Books with a heavy philosophical component don’t usually sell well, and publishers tend to avoid them for that reason, but when they do, they can sell very well indeed, and it can be very difficult to explain why. Over at Catallaxy, Sinclair has a thoughtful piece on Ayn Rand, whose books sell by the pallet load, [...]

The donations button has been fixed…

… Many thanks to the people who were kind enough to tell us it was busted, as we would never have found out otherwise. We’re not in the habit of checking. With any sort of luck it is now clever enough to spot whether you are in Australia or the UK (where most of our [...]

The Long Barrier

Someone listened to his cricket coach as a kid: 
A British soldier has described how he picked up a Taliban hand grenade which landed at his feet and threw it back towards the enemy.
Rifleman James McKie was on a tiny rooftop in Sangin. He and two of his platoon could hear the bullets fired by the [...]

Such a jaunty little tune

Amanda Palmer sings and performs in the same tradition as the artists in Cabaret, with jaunty and up little tunes about death, destruction, weird sex and squick. Once part of The Dresden Dolls, she had a large hit with Coin Operated Boy and has since done various other things, including a musical attempt to revive the [...]

A Welcome to Lawyers’ Weekly readers

Some of the people who write this blog are actually organised. I, alas, am not one of them.
Unbeknown to me, this blog was prominently featured in this week’s issue of leading trade magazine Lawyers’ Weekly.

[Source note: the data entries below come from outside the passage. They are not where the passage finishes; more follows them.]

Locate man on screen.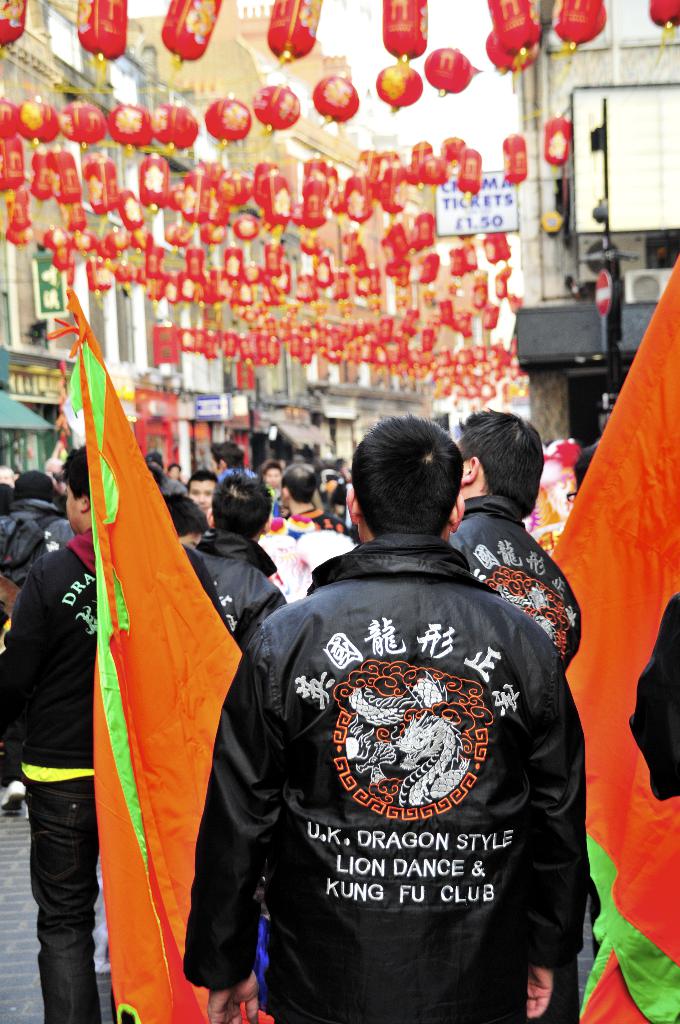
On screen at [0,440,93,1023].
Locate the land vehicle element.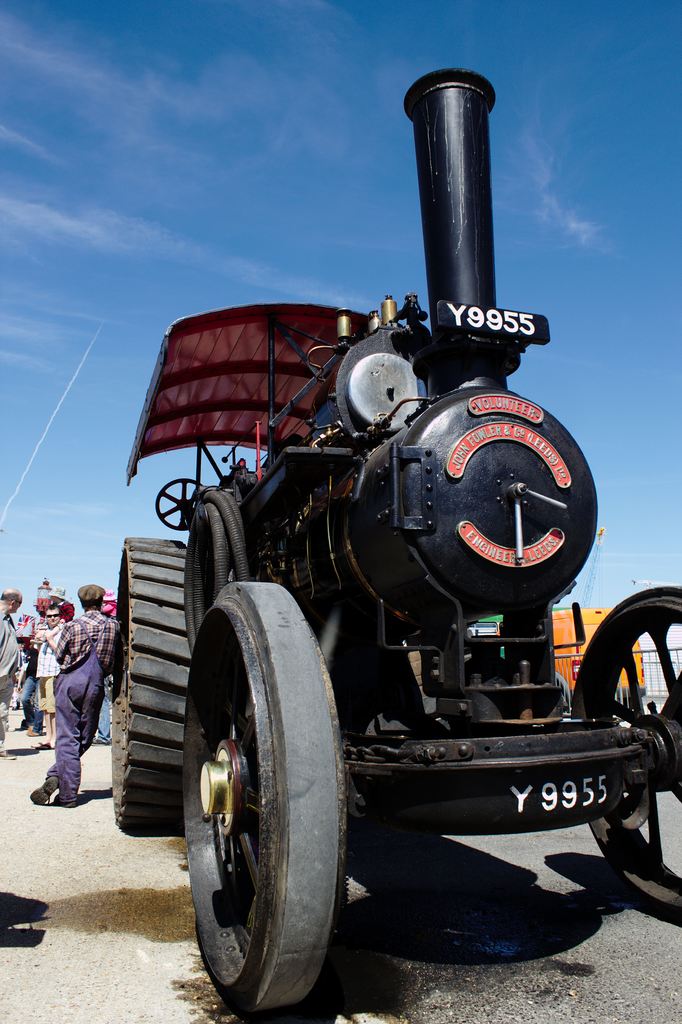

The article discusses several sites across Ozblawgistan, including Stephen Warne’s professional negligence blog (you’ll notice he’s featured on LE’s blogroll) [...]

‘For War is a Drug’

O wad some Power the gift tae gie us 
To see oursels as ithers see us! 
It wad frae mony a blunder free us, 
An foolish notion.
From Robert Burns, To a Louse
The course Burns commends has, of late, become unfashionable. Instead of observing others unlike ourselves and reporting back, we have been enjoined to comment on things within our [...]

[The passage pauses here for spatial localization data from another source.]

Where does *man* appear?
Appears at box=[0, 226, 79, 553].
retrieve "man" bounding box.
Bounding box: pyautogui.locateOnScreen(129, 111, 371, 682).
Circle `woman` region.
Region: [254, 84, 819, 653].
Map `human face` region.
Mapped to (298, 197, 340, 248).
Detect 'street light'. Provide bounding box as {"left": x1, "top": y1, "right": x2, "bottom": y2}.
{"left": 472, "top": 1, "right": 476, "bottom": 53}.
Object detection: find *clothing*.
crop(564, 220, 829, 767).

In which SL gets her art deco fix

I have just arrived in Oxford (via a somewhat circuitous route) from New York. Everything was very late, I was astoundingly lucky to catch a cab (NY end) and astoundingly lucky to catch the last bus back to Oxford (after catching the last Heathrow Express). I came within a whisker of spending the night among [...]

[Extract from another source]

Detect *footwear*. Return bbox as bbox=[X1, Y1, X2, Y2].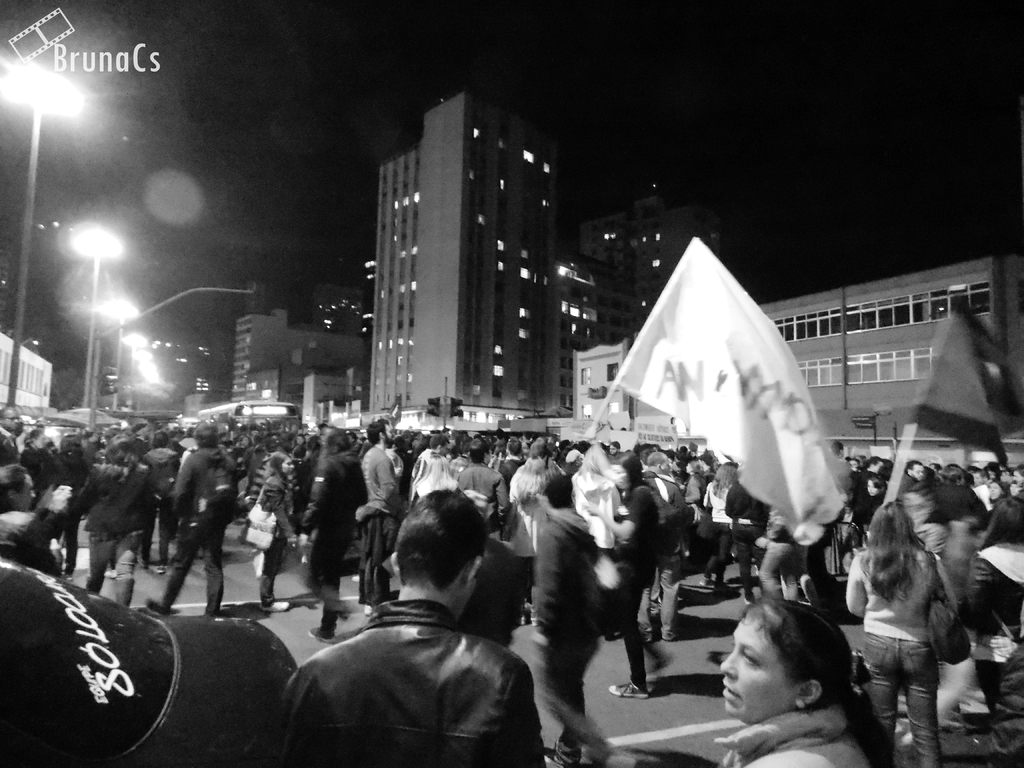
bbox=[697, 577, 710, 590].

The Statue of Liberty is very green

It is likely impossible to say anything new about New York so I am not going to try. This post is a placeholder and an apology for not being around the blog very much, something likely to continue for the rest of this week while I see the sights.
Briefly, I attended a conference in Washington [...]

Hanson goes?

I was unaware until this morning that I had been quoted at length over at LP on the Pauline Hanson issue: not about her leaving the country, but about Tony Abbott’s shenanigans when he set up ‘Australians for Honest Politics’, which to my mind is a black mark equivalent to his behaviour over RU 486. I [...]

Amnesty’s slow burn

This story has been something of a slow burn over here, but it’s starting to gain a bit of momentum now, to the stage where the implications are actually pretty awful:
A SENIOR official at Amnesty International has accused the charity of putting the human rights of Al-Qaeda terror suspects above those of their victims.